◆ What you are asked to do ◆
Without any pictures, print the lines below from the one that has "Identify the location of cell-description: Returns" through the one that has "Identify the location of category-nightlife: Night", exactly and nothing else.

** Opening Material provided block **

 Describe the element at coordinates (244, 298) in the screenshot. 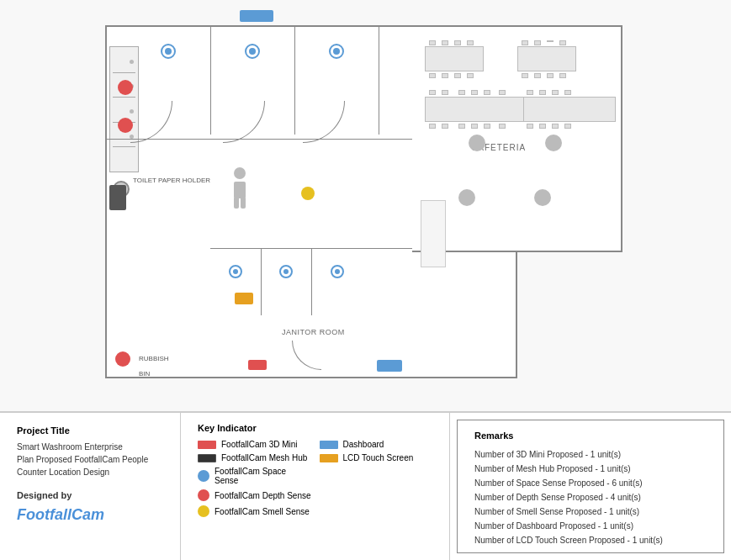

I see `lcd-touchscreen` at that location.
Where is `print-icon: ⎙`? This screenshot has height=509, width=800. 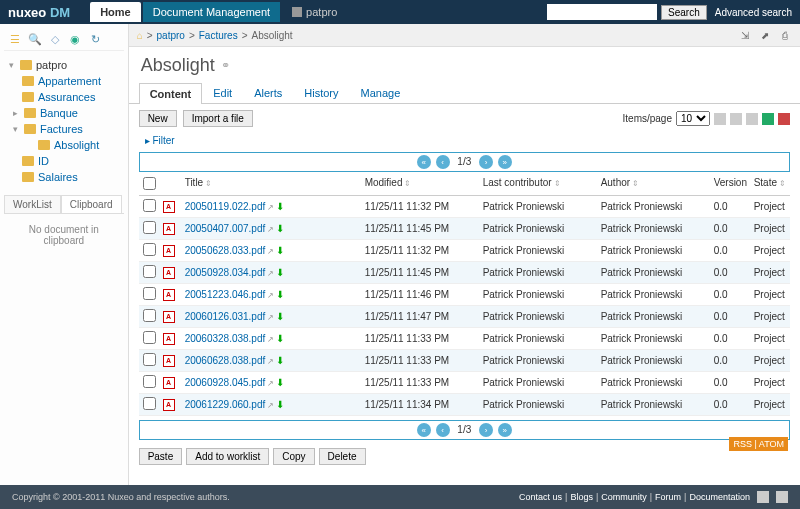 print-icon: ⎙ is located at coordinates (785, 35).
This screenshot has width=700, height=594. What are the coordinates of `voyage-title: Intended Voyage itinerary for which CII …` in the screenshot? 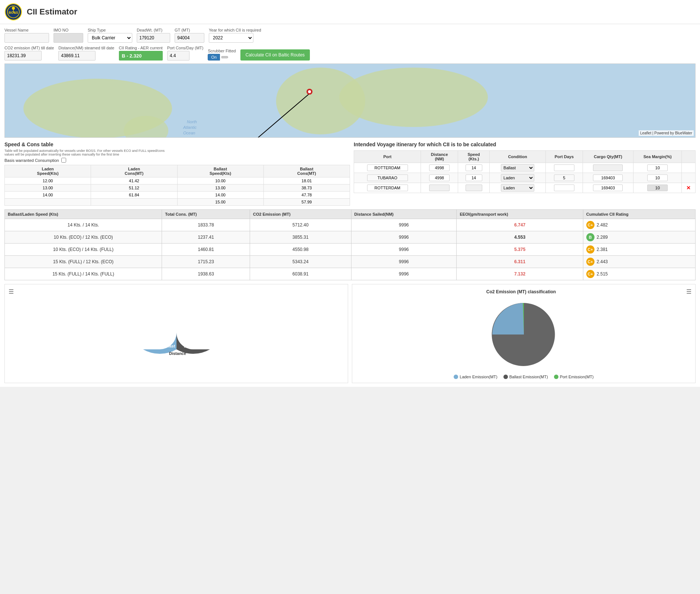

** Closing Material provided block **
** Opening Material provided block **

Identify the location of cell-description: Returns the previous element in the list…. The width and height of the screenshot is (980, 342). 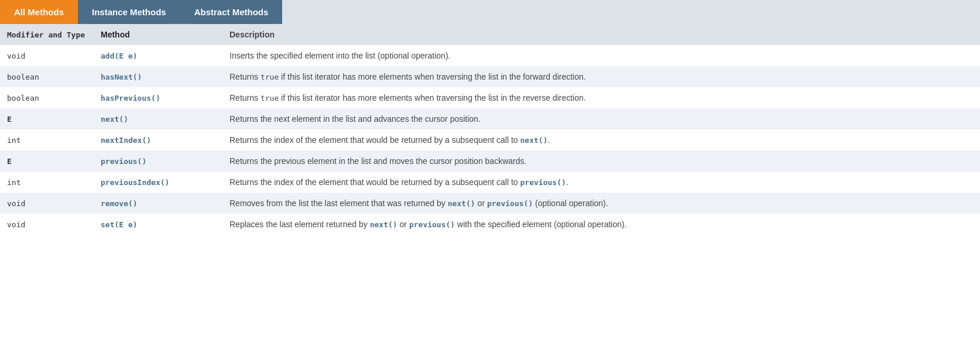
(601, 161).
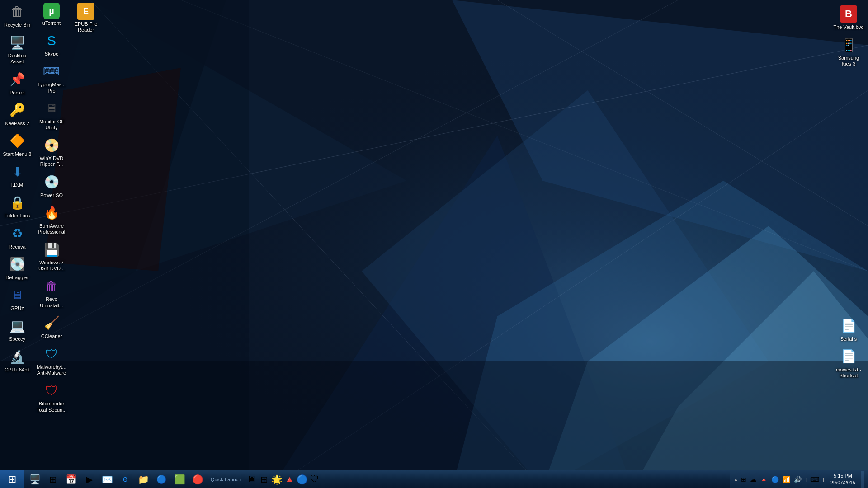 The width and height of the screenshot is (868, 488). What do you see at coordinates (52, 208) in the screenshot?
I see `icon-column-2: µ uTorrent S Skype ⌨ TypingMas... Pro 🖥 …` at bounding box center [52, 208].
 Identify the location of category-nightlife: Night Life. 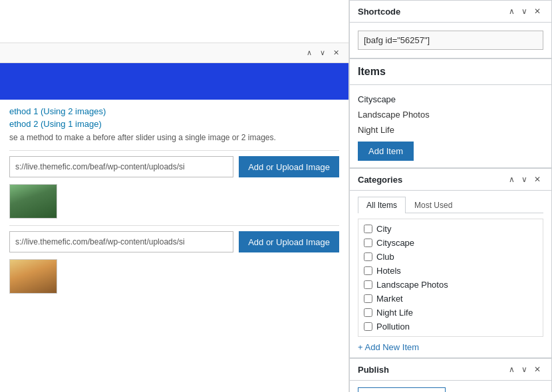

** Closing Material provided block **

◆ Solution ◆
Identify the location of cell-description: Returns the previous element in the list…. The width and height of the screenshot is (980, 342). 
(601, 161).
 The width and height of the screenshot is (868, 488). What do you see at coordinates (52, 208) in the screenshot?
I see `icon-column-2: µ uTorrent S Skype ⌨ TypingMas... Pro 🖥 …` at bounding box center [52, 208].
 Identify the location of category-nightlife: Night Life. 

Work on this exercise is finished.